Conceiving God: The Cognitive Origin and Evolution of Religion

David Lewis-Williams

Julian Bell writes:

It is unlikely we will ever pinpoint just when the human habit of investing objects with significance took hold. But for the moment, until fresh discoveries arrive, the most striking evidence we have comes from the Blombos cave on South Africa’s Cape coast, which was inhabited some 75,000 years ago. Another site along the same coast, Pinnacle Point, indicates that anatomically modern humans had already added an interest in collecting chunks of red ochre to their long-standing use of hand axes and of fire nearly a hundred thousand years before that. It was occupants of Blombos, however, who fashioned what Lewis-Williams calls ‘the world’s oldest objets d’art’, when they scored a linear design onto two small blocks of ochre, each the size of a box of cook’s matches, making their marks on one of the long narrow faces – on the striking panel, as it were.

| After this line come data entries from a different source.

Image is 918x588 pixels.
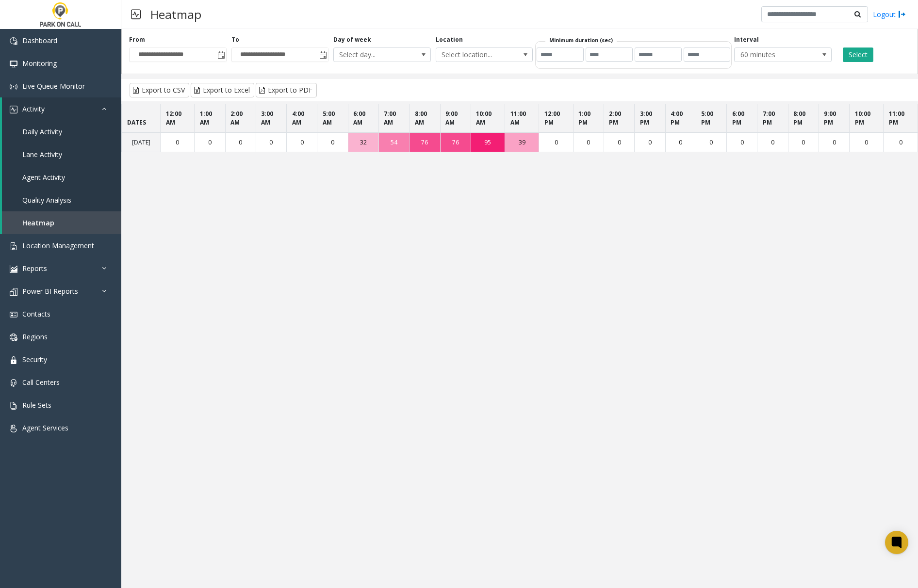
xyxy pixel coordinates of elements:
span: Power BI Reports [23,287,78,295]
th: 3:00 AM [255,105,286,133]
td: 0 [634,132,666,153]
span: Agent Services [23,424,69,432]
th: 10:00 PM [849,105,884,133]
img: logout [897,9,905,20]
td: 0 [573,132,604,153]
td: 0 [696,132,726,153]
td: 0 [195,132,225,153]
td: 0 [161,132,195,153]
th: 10:00 AM [471,105,504,133]
span: Lane Activity [23,150,62,159]
img: 'icon' [10,106,18,113]
img: 'icon' [10,60,18,68]
th: 1:00 AM [195,105,225,133]
th: 1:00 PM [573,105,604,133]
img: pageIcon [131,2,141,26]
h3: Heatmap [146,2,207,26]
span: Select day... [334,48,411,62]
button: Export to PDF [255,83,317,98]
th: 3:00 PM [634,105,666,133]
td: 39 [505,132,539,153]
button: Export to CSV [129,83,189,98]
th: DATES [121,105,161,133]
span: Select location... [436,48,513,62]
span: Monitoring [23,59,57,68]
th: 6:00 AM [347,105,379,133]
img: 'icon' [10,265,18,273]
span: Live Queue Monitor [23,81,85,91]
a: Logout [873,9,905,20]
label: To [231,35,239,44]
img: 'icon' [10,380,18,387]
span: Reports [23,264,47,273]
th: 4:00 PM [666,105,696,133]
th: 2:00 PM [604,105,634,133]
label: Interval [734,35,758,44]
span: Quality Analysis [23,196,71,204]
button: Select [843,48,873,62]
span: Security [23,355,47,364]
td: 0 [884,132,918,153]
span: Contacts [23,309,51,319]
img: 'icon' [10,334,18,341]
th: 7:00 AM [379,105,409,133]
img: 'icon' [10,311,18,319]
td: 0 [666,132,696,153]
td: 0 [818,132,849,153]
td: 0 [255,132,286,153]
th: 5:00 AM [317,105,347,133]
th: 9:00 PM [818,105,849,133]
span: Agent Activity [23,172,65,182]
img: 'icon' [10,288,18,295]
span: Regions [23,333,48,341]
img: 'icon' [10,37,18,45]
img: 'icon' [10,243,18,250]
span: Activity [23,105,45,113]
td: 0 [726,132,757,153]
span: Toggle popup [215,48,226,62]
span: Heatmap [23,218,55,227]
label: Minimum duration (sec) [549,36,613,44]
th: 12:00 PM [539,105,573,133]
span: Call Centers [23,378,60,387]
span: Toggle popup [317,48,328,62]
label: Location [436,35,463,44]
td: 0 [287,132,317,153]
span: 60 minutes [734,48,811,62]
th: 8:00 AM [409,105,440,133]
img: 'icon' [10,425,18,432]
a: Activity [2,98,121,120]
td: 0 [539,132,573,153]
td: 0 [317,132,347,153]
td: [DATE] [121,132,161,153]
td: 0 [849,132,884,153]
th: 2:00 AM [225,105,255,133]
span: Dashboard [23,36,57,45]
th: 4:00 AM [287,105,317,133]
td: 54 [379,132,409,153]
a: Agent Activity [2,166,121,189]
td: 32 [347,132,379,153]
img: 'icon' [10,83,18,91]
th: 6:00 PM [726,105,757,133]
a: Daily Activity [2,120,121,143]
img: 'icon' [10,402,18,410]
label: Day of week [334,35,371,44]
td: 0 [604,132,634,153]
td: 76 [440,132,471,153]
th: 11:00 PM [884,105,918,133]
img: 'icon' [10,356,18,364]
td: 0 [225,132,255,153]
button: Export to Excel [191,83,254,98]
th: 12:00 AM [161,105,195,133]
td: 95 [471,132,504,153]
th: 8:00 PM [788,105,818,133]
span: Daily Activity [23,127,62,136]
th: 5:00 PM [696,105,726,133]
a: Lane Activity [2,143,121,166]
td: 0 [757,132,788,153]
th: 9:00 AM [440,105,471,133]
span: Rule Sets [23,400,52,410]
label: From [129,35,145,44]
th: 11:00 AM [505,105,539,133]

What was the purpose of the patterns? Perhaps, Lewis-Williams writes, they ‘refer to something inside the ochre’ – a pre-eminently symbolic substance, he suggests, in its intense inherent redness – ‘rather as the title on a book spine refers to what is inside the volume’. He pursues the speculation further: ‘We may have here an early hint of an important component of religious thought: immanence. Gods and supernatural powers can be inside statues, mountains, lakes, seas, nature itself, and of course people.’